Hi from the AWIPS team at Unidata, Tiffany Meyer and Shay Carter, and welcome to AWIPS Tips! AWIPS is a free meteorological software package for analyzing and displaying weather data. We're kicking off a biweekly blog series called AWIPS Tips, dedicated to highlighting the capabilities of Unidata AWIPS for research and education. Each series entry will showcase a small task or ability of AWIPS and be archived on the AWIPS Tips blog tag.
Today we're sharing an overview of the capabilities of AWIPS.
The Unidata Program Center is pleased to welcome a new member to the Unidata Users Committee. Mr. Tim Foster is a member of the Computer and Information Sciences faculty and Technology and Social Programs Area Chair at Tohono O'Odham Community College in Sells, AZ. He was elected Faculty Senate Vice President in 2018, and has provided Instructional Design services to the University of Arizona UAOnline. Prior to moving to Arizona, Foster was Chief Technology Officer at Lincoln College in Illinois. He has a Master of Arts degree in Applied Sociology from Northern Arizona University.
For 6 days, 3 hours, and 38 minutes in late March, the Golden-class container ship Ever Given blocked the Suez canal, leaving more than 400 vessels piled up on either end of the canal as they waited for the stranded container ship to be refloated. While media coverage of the incident has focused on potential shortages of goods like petroleum, food, and bathroom tissue, little attention was paid to the potential for worldwide data shortages as a result of the reduction in shipping capacity.
Providing hands-on training in the use of scientific software is a key component of Unidata's service to the geoscience education and research community. Three members of the Unidata Program Center staff recently took part in teaching an American Meteorological Society Short Course on Python for Climate and Meteorology, held virtually over four half-day sessions March 2, 4, 9 & 11, 2021.
Version 4.9.8 of the netCDF Operators (NCO) has been released. NCO is an Open Source package that consists of a dozen standalone, command-line programs that take netCDF files as input, then operate (e.g., derive new data, average, print, hyperslab, manipulate metadata) and output the results to screen or files in text, binary, or netCDF formats.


Exercise requirements =>
Whatever the records say, repeat them exactly as given.

Record extracts =>
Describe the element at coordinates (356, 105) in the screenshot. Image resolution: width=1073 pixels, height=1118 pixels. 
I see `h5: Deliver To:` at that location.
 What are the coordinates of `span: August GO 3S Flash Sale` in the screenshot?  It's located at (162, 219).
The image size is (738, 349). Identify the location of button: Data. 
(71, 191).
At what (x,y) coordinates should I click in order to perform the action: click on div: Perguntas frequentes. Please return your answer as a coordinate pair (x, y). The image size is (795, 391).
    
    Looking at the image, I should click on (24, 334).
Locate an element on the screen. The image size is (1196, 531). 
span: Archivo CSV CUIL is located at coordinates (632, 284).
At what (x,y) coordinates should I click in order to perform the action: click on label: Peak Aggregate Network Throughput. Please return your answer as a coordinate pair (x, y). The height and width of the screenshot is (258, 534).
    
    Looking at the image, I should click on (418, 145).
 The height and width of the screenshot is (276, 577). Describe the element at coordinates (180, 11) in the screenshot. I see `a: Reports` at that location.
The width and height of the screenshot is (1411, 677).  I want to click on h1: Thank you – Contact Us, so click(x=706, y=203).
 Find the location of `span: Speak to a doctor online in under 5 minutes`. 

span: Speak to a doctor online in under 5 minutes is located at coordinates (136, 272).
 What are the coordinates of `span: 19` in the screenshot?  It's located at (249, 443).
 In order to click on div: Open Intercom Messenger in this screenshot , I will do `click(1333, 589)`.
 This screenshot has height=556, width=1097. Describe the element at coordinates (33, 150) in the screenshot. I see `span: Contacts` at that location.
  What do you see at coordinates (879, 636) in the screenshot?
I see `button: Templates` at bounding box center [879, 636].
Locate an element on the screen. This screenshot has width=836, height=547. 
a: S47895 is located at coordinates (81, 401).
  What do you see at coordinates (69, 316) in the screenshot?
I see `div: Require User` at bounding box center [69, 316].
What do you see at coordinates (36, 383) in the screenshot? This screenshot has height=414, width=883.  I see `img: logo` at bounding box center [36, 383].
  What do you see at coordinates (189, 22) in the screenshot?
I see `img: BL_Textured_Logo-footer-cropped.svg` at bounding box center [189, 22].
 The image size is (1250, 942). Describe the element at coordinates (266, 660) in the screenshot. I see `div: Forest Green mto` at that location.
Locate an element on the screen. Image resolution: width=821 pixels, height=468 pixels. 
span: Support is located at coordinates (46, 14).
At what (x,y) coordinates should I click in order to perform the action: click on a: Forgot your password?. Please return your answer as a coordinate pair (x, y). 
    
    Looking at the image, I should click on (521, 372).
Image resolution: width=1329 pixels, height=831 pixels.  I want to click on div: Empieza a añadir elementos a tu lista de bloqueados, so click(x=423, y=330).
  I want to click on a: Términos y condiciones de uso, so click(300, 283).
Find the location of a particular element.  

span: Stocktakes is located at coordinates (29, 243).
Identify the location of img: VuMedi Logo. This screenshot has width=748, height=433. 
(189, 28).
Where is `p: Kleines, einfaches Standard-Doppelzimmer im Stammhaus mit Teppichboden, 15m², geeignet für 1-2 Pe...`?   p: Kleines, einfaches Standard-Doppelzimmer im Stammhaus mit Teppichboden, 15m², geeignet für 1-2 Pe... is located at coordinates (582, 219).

Task answer =>
Describe the element at coordinates (356, 105) in the screenshot. Image resolution: width=1073 pixels, height=1118 pixels. 
I see `h5: Deliver To:` at that location.
 What are the coordinates of `span: August GO 3S Flash Sale` in the screenshot?  It's located at (162, 219).
The image size is (738, 349). Identify the location of button: Data. 
(71, 191).
At what (x,y) coordinates should I click in order to perform the action: click on div: Perguntas frequentes. Please return your answer as a coordinate pair (x, y). The image size is (795, 391).
    
    Looking at the image, I should click on (24, 334).
Locate an element on the screen. The image size is (1196, 531). 
span: Archivo CSV CUIL is located at coordinates (632, 284).
At what (x,y) coordinates should I click in order to perform the action: click on label: Peak Aggregate Network Throughput. Please return your answer as a coordinate pair (x, y). The height and width of the screenshot is (258, 534).
    
    Looking at the image, I should click on (418, 145).
 The height and width of the screenshot is (276, 577). Describe the element at coordinates (180, 11) in the screenshot. I see `a: Reports` at that location.
The width and height of the screenshot is (1411, 677).  I want to click on h1: Thank you – Contact Us, so click(x=706, y=203).
 Find the location of `span: Speak to a doctor online in under 5 minutes`. 

span: Speak to a doctor online in under 5 minutes is located at coordinates (136, 272).
 What are the coordinates of `span: 19` in the screenshot?  It's located at (249, 443).
 In order to click on div: Open Intercom Messenger in this screenshot , I will do `click(1333, 589)`.
 This screenshot has height=556, width=1097. Describe the element at coordinates (33, 150) in the screenshot. I see `span: Contacts` at that location.
  What do you see at coordinates (879, 636) in the screenshot?
I see `button: Templates` at bounding box center [879, 636].
Locate an element on the screen. This screenshot has width=836, height=547. 
a: S47895 is located at coordinates (81, 401).
  What do you see at coordinates (69, 316) in the screenshot?
I see `div: Require User` at bounding box center [69, 316].
What do you see at coordinates (36, 383) in the screenshot? This screenshot has height=414, width=883.  I see `img: logo` at bounding box center [36, 383].
  What do you see at coordinates (189, 22) in the screenshot?
I see `img: BL_Textured_Logo-footer-cropped.svg` at bounding box center [189, 22].
 The image size is (1250, 942). Describe the element at coordinates (266, 660) in the screenshot. I see `div: Forest Green mto` at that location.
Locate an element on the screen. Image resolution: width=821 pixels, height=468 pixels. 
span: Support is located at coordinates (46, 14).
At what (x,y) coordinates should I click in order to perform the action: click on a: Forgot your password?. Please return your answer as a coordinate pair (x, y). 
    
    Looking at the image, I should click on (521, 372).
Image resolution: width=1329 pixels, height=831 pixels.  I want to click on div: Empieza a añadir elementos a tu lista de bloqueados, so click(x=423, y=330).
  I want to click on a: Términos y condiciones de uso, so click(300, 283).
Find the location of a particular element.  

span: Stocktakes is located at coordinates (29, 243).
Identify the location of img: VuMedi Logo. This screenshot has width=748, height=433. 
(189, 28).
Where is `p: Kleines, einfaches Standard-Doppelzimmer im Stammhaus mit Teppichboden, 15m², geeignet für 1-2 Pe...`?   p: Kleines, einfaches Standard-Doppelzimmer im Stammhaus mit Teppichboden, 15m², geeignet für 1-2 Pe... is located at coordinates (582, 219).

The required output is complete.